Michicanxs of Aztlán
Stories of Chicanx Culture in Michigan

In the Kitchen


This final story explores the concept of "mestizaje" through the Mexican food experiences passed down to me through my Irish mother, who had been taught how to cook by my Mexican grandmother.


As a child, I was always looking for a reason to go into the kitchen when my mom was cooking. Every legitimate excuse I could conjure up to be in there, the better sense I could gain of how long we had left to wait before eating. Our kitchen was small, so in retrospect, it must have been disruptive to have unnecessary bodies in the way. Regardless, whenever my mom was cooking, me and my siblings could be found consistently walking into the kitchen to “get a glass of water,” to “throw something away,” or just to “pass through” to the basement.

That was many years ago, but the scene is still so clear to me. My mother moving frantically back and forth between the stove, the counter, and the sink. Beads of sweat glistening on top of the white skin on her forehead and upper lip. I remember noticing that she used the same pan to make French toast as she did for mole. It had never occurred to me to think about how my mother—who is of Western European descent—learned to cook Mexican dishes like chicken mole and carne asada.

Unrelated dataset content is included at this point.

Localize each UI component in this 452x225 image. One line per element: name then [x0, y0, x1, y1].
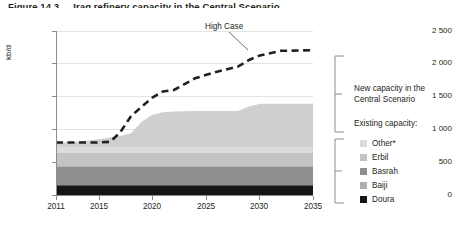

Long before I was born, my Mexican grandmother, Tina, began teaching her how to cook. My grandparents would host Sunday dinners, and my mom would go over early to help. At first Tina was guarded about passing on these recipes—partially because she worried that other people wouldn’t make them correctly. Eventually, my mom was equipped to make a handful of Mexican dishes on her own. This is what I grew up eating, and these dishes were one of the largest connections I felt to Mexican culture. I tell this story because I think it highlights the non-biological aspect of cultural continuance. That is, this story shows how, despite the fact that she is not Mexican herself, my mom was able to pass on Mexican traditions to me—not only by feeding me, but also by eventually teaching me how to cook.

Despite any positive usages that Xicanos or other people can garner from mestizaje, it cannot be minimized the extent to which mestizaje has been used violently against the Indigenous peoples of Turtle Island—the Americas. In Mexico Profundo: Reclaiming a Civilization, Guillermo Bonfil Batalla puts forth the argument that Mexico is not a mestizo nation, as is often claimed, but an Indigenous nation. From this perspective, Mesoamerican culture has remained central to Mexicans into the present moment, having been absorbed into the national identity of Mexico once it claimed “independence” from Spain. I agree with Batalla’s analysis that these Indigenous cultural practices persist into the present, that mestizaje has been used as a way to strip Mexicans of our Indigenous identities, and that mestizaje is an inappropriate way of understanding the mixing of cultural practices under colonial conditions: "...the mestizos are a contingent of "de-Indianized" Indians. 'De-Indianization' is a different process from the biological one of racial mixture. To use the term mestizaje in different sorts of situations...carries the risk of introducing an incorrect view. It is an inappropriate way of understanding non-biological processes, such as those that occur in the cultures of different groups in contact, within the context of colonial domination" (17). For Batalla, mestizaje runs the risk of introducing racial mixture as primarily a biological process, and has been systematically deployed through out Latin America specifically to De-Indianize Indians. While his book was published more than 20 years ago and focuses on Mexicans in Mexico, I would argue that this same dynamic also rings true today for many Xicanos in the United State as well.

Some Mesoamerican practices persist in a similar way to how Batalla describes them among rural Mexicans, yet the shifting context in the United States adds another layer of colonialism in between Chicanxs and Indigenous identity. In terms of food practice, the more important question might have to do with decolonizing our food ways. Enrique Salmón (Ratamuri) explain that “whenever I partake in Eloisa’s tamale recipe or my mother’s way of preparing salsa, I am eating the memories and knowledge associated with those foods…[i]t becomes a form of mimetic regeneration to eat one’s family’s recipes” (8). But while this form of knowledge is extremely important, he also emphasizes the importance of understanding the politics of food—how food production impacts the environment, how science disrupts the genetics of food and thereby our bodies, etc.

This is an extremely important point to make both within the contexts of cultural regeneration and social justice activism. For often times cultural initiatives are void of the radical political analysis necessary to confront the modern systems of power that colonize both our food and our identities. Conversely, social justice spaces are often void of the radical nature of cultural survivance and the need for many people to approach social justice organizing from specific cultural perspectives. Xicanos are in a unique position to bride the gap between culture and politics, because we have been re-made by a movement (El Movmiento) that was in many ways based on this very premise.

Works Cited

Salmón, E. (2012). Eating the Landscape: American Indian Stories of Food, Identity, and Resilience (2 edition). Tucson: University of Arizona Press.

Batalla, G. B. (1996). Mexico Profundo: Reclaiming a Civilization. Austin: University of Texas Press.